Tjayasetimu

“Mummies were real people with real lives. They are not monsters. They are not ghosts. They are the preserved bodies of Egyptian people who lived thousands of years ago. People who laughed, sang, hung out with their families and looked after their pet cats. People like us, in many ways.”

Here is one of the mummies currently in the British Museum. The varnish on the case turned black over time, but the museum has cleaned the black coating off the case’s face and hands, and also cleaned a strip down the front to reveal the mummy’s name: Tjayasetimu.

Although the case is adult-sized, the occupant is a little girl no more than eight or nine years old.  She lived more than three thousand years ago and she was a singer in the royal choir.

Tjayasetimu used to sing in a beautiful temple beside the river Nile. When she died, her parents paid for her body to be mummified. They thought that if they preserved her body carefully, she would be able to use it in the afterlife. The embalming priests removed her organs and packed her body with a special kind of salt to dry it out. Then they filled the body with sand and sawdust and wrapped it in painted bandages.

In Victorian times, people opened mummy cases and unwrapped the mummies inside, often as an act of public theatre. These pre-YouTube unboxing extravaganzas may have been exciting, but they were also ghoulish and tasteless, as well as completely destroying the mummy.

The curators at the British Museum have not opened Tjayasetimu’s mummy case. Instead they took the case to a hospital and put it in a powerful scanning machine. This way, we can see Tjayasetimu without disturbing her.

Her face has delicate lips, a pointy chin and shoulder-length hair. Some of her adult teeth were coming through, but not many.

Children hardly ever got into the royal choir, which means that Tjayasetimu must have had a truly angelic voice. She was a genuine child star.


**Requirement**. Return every line below in which "pixels" appears.

(Dataset records)
────
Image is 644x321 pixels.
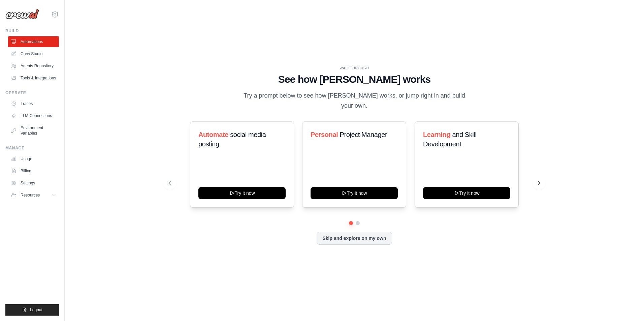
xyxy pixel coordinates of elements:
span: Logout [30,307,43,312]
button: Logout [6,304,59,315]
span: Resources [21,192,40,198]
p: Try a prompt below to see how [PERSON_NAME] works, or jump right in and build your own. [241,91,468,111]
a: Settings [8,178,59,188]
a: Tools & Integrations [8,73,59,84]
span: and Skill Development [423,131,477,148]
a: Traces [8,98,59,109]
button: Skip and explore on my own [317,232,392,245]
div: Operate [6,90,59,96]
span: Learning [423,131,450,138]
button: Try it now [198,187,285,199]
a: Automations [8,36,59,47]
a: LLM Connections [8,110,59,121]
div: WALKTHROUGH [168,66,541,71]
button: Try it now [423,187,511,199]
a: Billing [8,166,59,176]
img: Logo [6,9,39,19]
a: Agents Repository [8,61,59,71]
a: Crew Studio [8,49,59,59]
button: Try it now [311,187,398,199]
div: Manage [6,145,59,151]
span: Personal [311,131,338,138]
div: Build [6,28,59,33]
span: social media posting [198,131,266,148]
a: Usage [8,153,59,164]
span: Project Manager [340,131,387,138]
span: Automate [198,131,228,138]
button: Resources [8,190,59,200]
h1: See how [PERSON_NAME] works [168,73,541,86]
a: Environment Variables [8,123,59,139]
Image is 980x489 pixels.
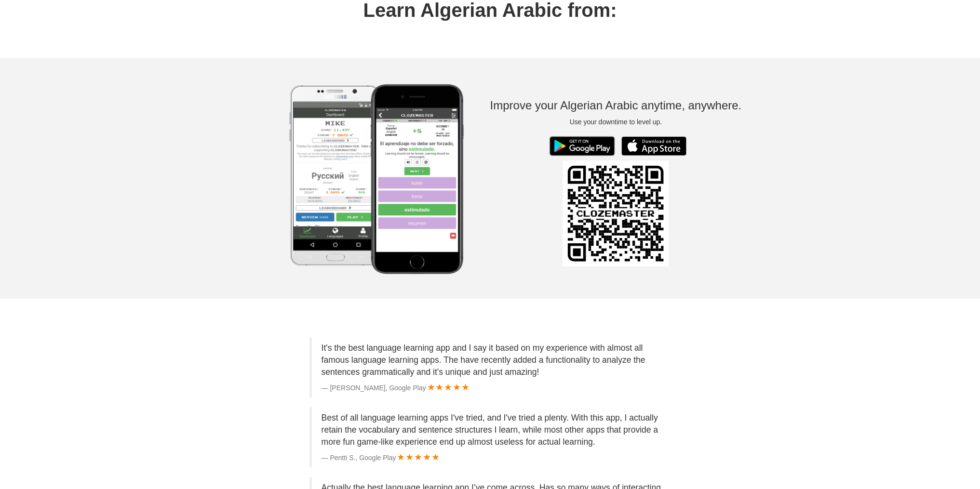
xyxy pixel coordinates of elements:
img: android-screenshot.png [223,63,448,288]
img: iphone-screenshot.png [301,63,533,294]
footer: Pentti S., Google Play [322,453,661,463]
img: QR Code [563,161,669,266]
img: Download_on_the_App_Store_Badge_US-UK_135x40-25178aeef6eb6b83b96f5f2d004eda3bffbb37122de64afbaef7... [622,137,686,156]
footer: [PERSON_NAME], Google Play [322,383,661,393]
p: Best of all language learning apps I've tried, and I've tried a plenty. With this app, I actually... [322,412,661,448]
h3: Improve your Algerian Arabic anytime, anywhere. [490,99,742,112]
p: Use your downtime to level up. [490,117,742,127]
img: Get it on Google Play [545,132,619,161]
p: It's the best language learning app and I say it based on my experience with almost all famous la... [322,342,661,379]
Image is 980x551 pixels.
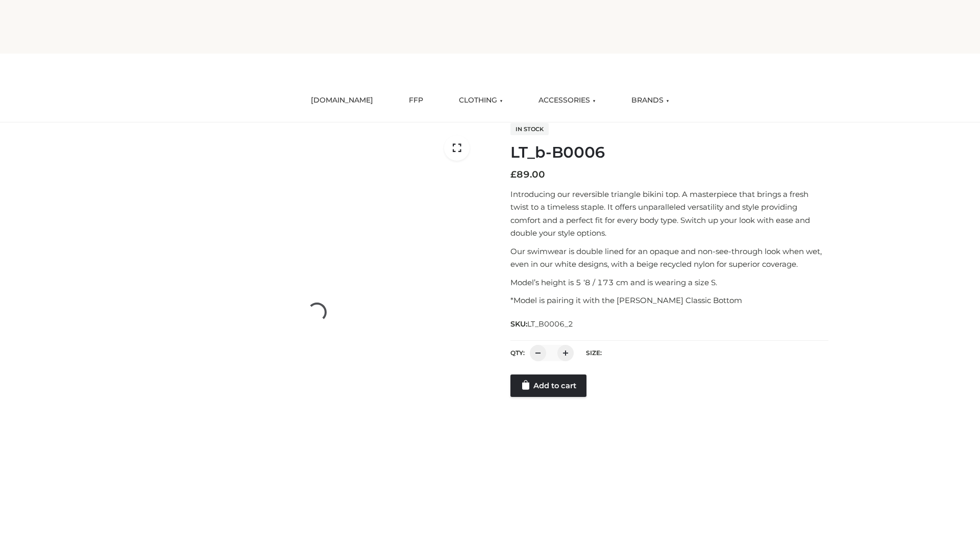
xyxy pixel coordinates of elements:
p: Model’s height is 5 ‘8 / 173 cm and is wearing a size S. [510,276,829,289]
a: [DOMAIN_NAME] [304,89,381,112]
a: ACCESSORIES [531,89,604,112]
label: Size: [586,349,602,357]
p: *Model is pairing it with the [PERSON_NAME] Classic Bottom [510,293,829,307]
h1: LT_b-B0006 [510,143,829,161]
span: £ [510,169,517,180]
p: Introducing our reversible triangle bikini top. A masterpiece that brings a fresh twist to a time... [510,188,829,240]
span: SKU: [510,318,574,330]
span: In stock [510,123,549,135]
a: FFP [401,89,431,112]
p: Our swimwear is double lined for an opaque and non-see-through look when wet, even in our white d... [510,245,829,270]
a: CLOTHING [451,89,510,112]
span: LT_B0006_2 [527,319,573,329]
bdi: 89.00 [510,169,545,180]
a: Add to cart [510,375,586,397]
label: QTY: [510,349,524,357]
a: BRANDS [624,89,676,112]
────
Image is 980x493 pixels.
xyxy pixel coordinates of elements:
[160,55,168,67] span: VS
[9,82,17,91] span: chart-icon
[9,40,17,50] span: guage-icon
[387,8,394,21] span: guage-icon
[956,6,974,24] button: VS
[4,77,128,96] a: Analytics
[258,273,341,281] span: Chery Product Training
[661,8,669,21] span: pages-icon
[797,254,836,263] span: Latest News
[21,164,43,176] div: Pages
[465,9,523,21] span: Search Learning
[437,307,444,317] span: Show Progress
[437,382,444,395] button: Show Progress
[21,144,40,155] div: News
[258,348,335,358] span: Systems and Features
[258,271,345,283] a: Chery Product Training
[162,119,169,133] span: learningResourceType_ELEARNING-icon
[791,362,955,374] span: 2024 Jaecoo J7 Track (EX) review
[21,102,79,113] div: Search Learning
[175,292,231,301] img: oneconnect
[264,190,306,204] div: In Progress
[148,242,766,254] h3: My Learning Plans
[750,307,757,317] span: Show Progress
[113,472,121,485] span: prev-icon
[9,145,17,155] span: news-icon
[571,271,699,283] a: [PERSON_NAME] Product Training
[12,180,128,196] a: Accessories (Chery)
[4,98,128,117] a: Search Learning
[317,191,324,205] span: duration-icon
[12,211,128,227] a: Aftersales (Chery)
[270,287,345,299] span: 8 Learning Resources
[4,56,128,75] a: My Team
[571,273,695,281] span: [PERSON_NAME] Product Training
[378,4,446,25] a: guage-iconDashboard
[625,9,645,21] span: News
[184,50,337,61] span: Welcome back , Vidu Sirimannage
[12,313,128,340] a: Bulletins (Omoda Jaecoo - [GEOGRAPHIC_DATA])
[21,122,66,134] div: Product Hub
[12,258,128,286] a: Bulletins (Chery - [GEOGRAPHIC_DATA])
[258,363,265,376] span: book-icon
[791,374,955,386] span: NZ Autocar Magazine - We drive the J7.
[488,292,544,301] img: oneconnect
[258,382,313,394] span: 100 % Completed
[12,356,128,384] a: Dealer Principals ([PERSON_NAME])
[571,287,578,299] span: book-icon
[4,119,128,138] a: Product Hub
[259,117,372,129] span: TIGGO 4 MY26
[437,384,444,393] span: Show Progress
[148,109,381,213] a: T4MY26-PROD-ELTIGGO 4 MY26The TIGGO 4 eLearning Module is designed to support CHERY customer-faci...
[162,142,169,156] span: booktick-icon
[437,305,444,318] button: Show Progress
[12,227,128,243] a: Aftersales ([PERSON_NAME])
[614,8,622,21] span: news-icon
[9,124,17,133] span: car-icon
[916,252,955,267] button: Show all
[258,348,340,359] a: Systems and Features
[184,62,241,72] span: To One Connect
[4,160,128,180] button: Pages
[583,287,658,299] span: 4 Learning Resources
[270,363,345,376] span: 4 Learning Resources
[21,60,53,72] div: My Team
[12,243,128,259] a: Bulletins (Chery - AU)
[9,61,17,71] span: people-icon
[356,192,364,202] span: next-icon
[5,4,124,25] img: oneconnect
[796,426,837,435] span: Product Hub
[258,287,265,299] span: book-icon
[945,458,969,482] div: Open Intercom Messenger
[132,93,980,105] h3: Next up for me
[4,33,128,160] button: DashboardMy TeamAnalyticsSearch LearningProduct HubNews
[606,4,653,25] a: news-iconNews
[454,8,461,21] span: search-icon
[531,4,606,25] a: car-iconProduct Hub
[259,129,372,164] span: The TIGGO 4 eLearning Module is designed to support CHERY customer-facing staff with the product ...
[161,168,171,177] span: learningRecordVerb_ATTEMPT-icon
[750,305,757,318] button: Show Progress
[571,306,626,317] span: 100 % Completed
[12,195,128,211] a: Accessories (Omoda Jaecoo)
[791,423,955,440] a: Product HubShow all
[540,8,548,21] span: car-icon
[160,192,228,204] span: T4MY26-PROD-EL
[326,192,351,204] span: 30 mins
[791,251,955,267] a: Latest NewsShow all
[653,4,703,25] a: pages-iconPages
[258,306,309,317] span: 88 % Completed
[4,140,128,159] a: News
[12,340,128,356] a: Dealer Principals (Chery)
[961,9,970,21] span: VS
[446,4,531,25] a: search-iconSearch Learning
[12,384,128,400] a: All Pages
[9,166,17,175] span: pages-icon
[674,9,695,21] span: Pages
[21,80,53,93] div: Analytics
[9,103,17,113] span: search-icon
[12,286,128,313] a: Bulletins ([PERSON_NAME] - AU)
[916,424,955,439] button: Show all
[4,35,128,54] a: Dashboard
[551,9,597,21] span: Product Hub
────
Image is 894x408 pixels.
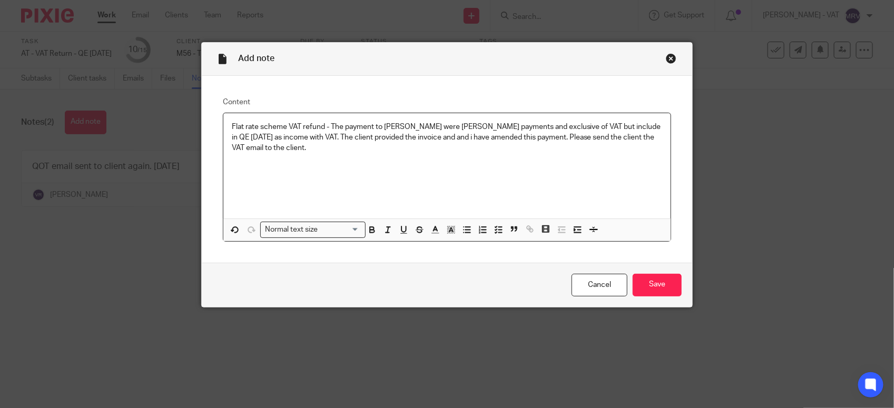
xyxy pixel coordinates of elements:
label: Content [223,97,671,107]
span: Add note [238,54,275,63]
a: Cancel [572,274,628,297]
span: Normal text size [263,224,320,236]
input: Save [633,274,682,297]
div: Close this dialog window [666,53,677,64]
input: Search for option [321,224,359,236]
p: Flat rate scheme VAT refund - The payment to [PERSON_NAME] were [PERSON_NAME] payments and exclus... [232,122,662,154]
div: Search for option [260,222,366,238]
────
**Written answer**.
Image is 644x321 pixels.
Image is 980x489 pixels.
Image is 980x551 pixels.
Image is 980x493 pixels.
Image is 894x408 pixels.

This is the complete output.